The Thaba Chweu Municipality ordered to reverse unlawful property rates levies

This is the media summary provided by the Registrar of the Supreme Court of Appeal in the Thaba Chweu Rural Forum & Others v The Thaba Chweu Local Municipality and others [2023] ZASCA 25

Today, the Supreme Court of Appeal (SCA) upheld an appeal from the Mpumalanga Division of the High Court, Mbombela (high court). The order of the high court was set aside and substituted with one declaring the rates notices published in the Mpumalanga Provincial Gazette for the 2009 to 2018 financial years, in terms of the Local Government: Municipal Property Rates Act 6 of 2004 (Rates Act), as unlawful and invalid to the extent that it relates to arable or pastoral farming. The Thaba Chweu Local Municipality (first respondent) was prohibited from recovering from the appellants amounts greater than the legally permissible limit as calculated in terms of the Rates Act and was also required to credit the accounts of members from whom amounts in excess were recovered.

This matter revolved around the lawfulness and validity of municipal rates imposed on farms by the first respondent. Agricultural rates have been levied on the appellants since 2009 in terms of s 8 of the Rates Act and were subject to conditions set out in the Regulations to the Rates Act, namely that the effective rate applicable to farms could not exceed 25% of the rate applicable to residential properties. However, the applicants were, each financial year in question, levied excessive rates pertaining to inflated property valuations in excess of the prescribed 25%. The appellants sought an order declaring that the conduct of the first respondent was unlawful and should have been set aside. The respondents, however, held that, if the court were to set the impugned property rates aside, it would prejudice the first respondent. Subsequently, the high court only ordered that that the appellants comply with the prescripts applicable to local government in the future. Upon appeal to the full bench, the high court found that the first respondent’s conduct was indeed unlawful and invalid. However, the invalid conduct was not set aside and, as with the court a quo, the full court declined to set the invalid conduct aside on account of the delay by the appellants to institute proceedings.

Upon appeal, this Court was requested to review the decision not to set the invalid conduct aside. This Court held that the subject of delay in instituting proceedings became complex as the matter revolved around the principle of legality to which there was no statutorily prescribed period within which a party may institute a review challenge. To this end, the SCA found that the respondents, being the local sphere of government, performed vital services to the general public of South Africa. As public servant, the respondents repeatedly and blatantly flouted the applicable legal provisions with regards to the Rates Act and repeatedly contravened the law from 2009 to 2017, regardless of any objection or questioning emanating from the appellants. Furthermore, the Court also found that the language used in the various legislative instruments was unambiguous, which left no room for any legislative uncertainty. The conclusion was, therefore, that the respondents simply failed to clearly implement the letter of the law and flouted the principle of legality and sought to profit from amounts unlawfully levied.

In the result the SCA upheld the appeal and ordered that the first respondent was prohibited from recovering from the appellants amounts greater than the legally permissible limit as calculated in terms of the Rates Act and was also required to credit the accounts of members from whom amounts in excess were recovered.

Download the media summary here.

Download the full Judgement here.

Our own Ben Espach commented “This is a ground breaking decision in the sense that the municipality is ordered to credit the accounts with the rates that were incorrectly levied. In previous cases the actions of municipalities were found to be unlawfull, but they were not instructed to refund ratepayers.”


Below are the records. Gather each line that holds "direction".

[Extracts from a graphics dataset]
================

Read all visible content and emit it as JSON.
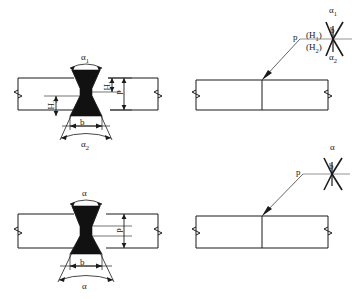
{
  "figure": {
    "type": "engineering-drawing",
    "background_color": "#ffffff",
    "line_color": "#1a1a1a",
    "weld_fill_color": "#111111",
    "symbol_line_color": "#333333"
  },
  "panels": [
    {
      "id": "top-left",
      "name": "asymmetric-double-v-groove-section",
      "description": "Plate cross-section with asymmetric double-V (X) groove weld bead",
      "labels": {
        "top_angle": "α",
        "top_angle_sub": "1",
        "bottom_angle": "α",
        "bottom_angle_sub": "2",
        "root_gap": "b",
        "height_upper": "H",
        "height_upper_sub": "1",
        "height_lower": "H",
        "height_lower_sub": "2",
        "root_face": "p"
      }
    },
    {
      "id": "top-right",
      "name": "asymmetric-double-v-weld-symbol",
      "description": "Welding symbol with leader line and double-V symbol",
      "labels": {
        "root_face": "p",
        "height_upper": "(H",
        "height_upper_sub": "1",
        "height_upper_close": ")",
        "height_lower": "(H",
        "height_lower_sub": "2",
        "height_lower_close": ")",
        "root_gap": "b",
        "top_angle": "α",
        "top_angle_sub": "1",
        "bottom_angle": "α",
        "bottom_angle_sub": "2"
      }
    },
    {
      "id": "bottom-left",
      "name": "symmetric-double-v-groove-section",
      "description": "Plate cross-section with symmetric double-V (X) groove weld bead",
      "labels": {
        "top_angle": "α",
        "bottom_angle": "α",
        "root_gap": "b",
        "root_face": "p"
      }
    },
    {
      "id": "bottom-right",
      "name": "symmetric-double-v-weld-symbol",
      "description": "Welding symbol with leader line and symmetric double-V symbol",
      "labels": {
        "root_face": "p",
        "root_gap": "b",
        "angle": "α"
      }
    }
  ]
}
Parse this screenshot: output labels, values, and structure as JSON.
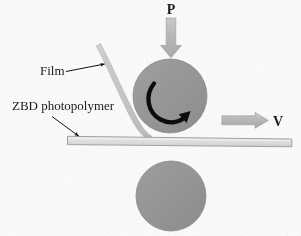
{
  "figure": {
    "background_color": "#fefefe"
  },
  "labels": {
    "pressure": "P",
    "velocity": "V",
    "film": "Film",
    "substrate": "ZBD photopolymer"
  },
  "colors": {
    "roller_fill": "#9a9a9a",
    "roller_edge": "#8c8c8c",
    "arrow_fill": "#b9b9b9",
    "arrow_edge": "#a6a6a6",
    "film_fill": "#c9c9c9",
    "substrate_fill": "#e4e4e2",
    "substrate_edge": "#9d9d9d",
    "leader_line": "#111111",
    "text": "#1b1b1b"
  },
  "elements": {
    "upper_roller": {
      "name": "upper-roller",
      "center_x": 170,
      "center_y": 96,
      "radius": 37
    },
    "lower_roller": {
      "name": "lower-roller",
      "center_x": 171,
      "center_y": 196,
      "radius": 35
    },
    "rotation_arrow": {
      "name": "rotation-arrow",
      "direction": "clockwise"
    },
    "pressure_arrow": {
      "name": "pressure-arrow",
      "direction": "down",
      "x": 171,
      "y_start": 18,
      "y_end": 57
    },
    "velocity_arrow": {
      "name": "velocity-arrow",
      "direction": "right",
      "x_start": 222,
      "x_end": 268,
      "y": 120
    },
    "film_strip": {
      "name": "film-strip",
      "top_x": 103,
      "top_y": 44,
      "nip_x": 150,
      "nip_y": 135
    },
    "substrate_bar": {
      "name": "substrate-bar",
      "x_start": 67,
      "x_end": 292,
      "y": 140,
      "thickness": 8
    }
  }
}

================

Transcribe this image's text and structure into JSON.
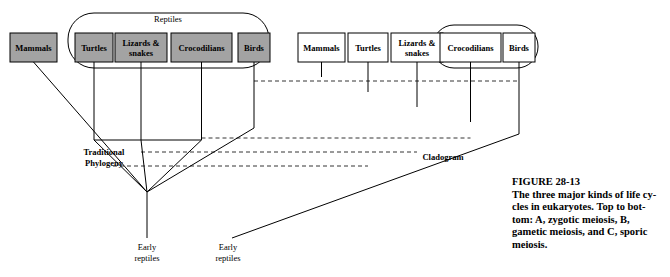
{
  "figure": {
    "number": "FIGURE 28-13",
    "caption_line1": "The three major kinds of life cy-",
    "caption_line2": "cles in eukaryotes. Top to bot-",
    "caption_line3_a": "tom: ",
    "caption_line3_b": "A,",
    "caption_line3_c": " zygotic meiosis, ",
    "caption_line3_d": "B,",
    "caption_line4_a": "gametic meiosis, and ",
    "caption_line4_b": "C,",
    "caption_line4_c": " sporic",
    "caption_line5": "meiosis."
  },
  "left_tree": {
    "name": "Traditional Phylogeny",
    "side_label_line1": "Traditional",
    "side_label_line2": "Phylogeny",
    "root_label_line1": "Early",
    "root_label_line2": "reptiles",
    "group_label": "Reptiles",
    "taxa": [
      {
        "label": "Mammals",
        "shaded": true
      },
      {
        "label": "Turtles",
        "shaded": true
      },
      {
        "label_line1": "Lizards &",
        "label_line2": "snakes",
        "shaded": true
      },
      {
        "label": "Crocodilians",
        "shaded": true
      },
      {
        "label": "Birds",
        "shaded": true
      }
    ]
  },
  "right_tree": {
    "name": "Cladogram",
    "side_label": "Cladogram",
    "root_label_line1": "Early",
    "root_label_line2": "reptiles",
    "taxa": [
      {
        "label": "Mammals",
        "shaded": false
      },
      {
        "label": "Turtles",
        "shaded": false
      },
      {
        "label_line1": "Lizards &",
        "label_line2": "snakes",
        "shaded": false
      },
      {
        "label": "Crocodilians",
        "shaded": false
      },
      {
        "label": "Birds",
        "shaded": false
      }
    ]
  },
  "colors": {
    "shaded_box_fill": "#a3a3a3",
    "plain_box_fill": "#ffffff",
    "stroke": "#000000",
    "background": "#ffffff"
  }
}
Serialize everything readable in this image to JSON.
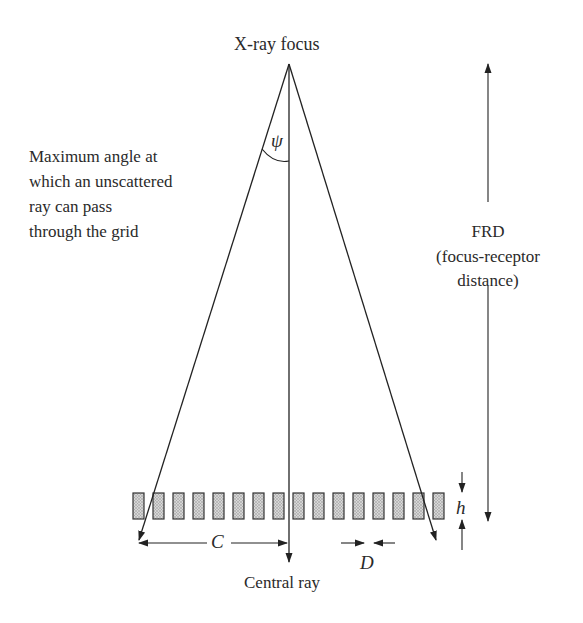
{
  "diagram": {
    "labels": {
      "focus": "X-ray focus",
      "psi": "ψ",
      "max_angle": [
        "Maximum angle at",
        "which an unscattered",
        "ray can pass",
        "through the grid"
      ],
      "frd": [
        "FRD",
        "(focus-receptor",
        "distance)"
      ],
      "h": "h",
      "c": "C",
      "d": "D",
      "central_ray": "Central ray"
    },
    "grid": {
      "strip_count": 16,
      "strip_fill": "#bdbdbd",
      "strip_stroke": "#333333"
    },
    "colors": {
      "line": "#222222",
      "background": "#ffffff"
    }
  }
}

================

RESPONSE TO THE TASK:
      "direction": "clockwise"
      "direction": "down",
      "direction": "right",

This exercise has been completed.